The way forward for peace in Ethiopia has to centre, first, on acceptance of a ceasefire by all sides in exchange for various confidence-building measures including the restoration of humanitarian access and services such as banking and electricity to Tigray. Getting to this point, however, demands mediators being allowed to freely travel to Tigray to shop these suggestions, which until now Abiy has been reluctant to do, out of fear of undermining his own position.

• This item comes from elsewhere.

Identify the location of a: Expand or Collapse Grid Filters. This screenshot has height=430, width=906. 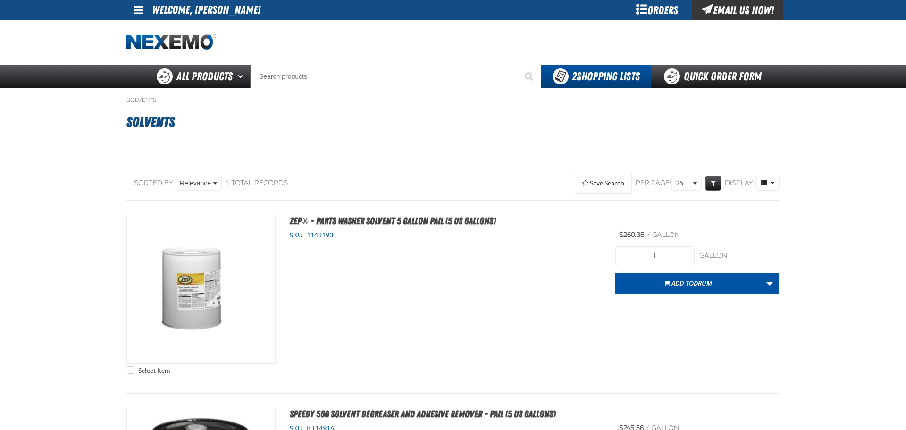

Thereafter there is a need for a settlement. Whether this allows Abiy to remain in office is one key question, one that is increasingly unlikely given the brutality of the occupation of Tigray. Any deal will also have to involve Oromia opposition groups, which have linked up with the TDF. This has to entail opening further lines of communication with plausible Oromo intermediaries, some of whom are in jail. Thus, releasing political prisoners would be another confidence-building measure.

Finally, all this would have to be thrashed out at some sort of national dialogue, implicit in which is an acceptance by the government that it is prepared to accept and facilitate a peaceful handover. Most likely this would have to be based on a Tigrayan acceptance of a subordinate role that would leave the TPLF in control of Tigray itself, but without major strength in the federal government.

Such a peace process will depend on a coordinated international effort in getting behind an indigenous process, involvement that is willing to hold Ethiopian feet to the fire.

Ghani missed several opportunities to make peace with the Taliban. The most notable was after the 2019 national election, when he was elected with less than 10% of nearly ten million registered voters. If he had used that moment to reset national politics, and to form an inclusive government, how different things might have been.

Abiy, like Ghani, fears that negotiation means equivalence of the cause of the national government with the rebels. So far, his favoured approach to nation-building has only worsened the political crisis, in so doing never failing to miss an opportunity.

Like Ghani, Abiy risks making himself dispensable to the interests of peace.

Dr Mills, who recently authored Expensive Poverty: Why Aid Fails and How It Can Work, writes from Ethiopia.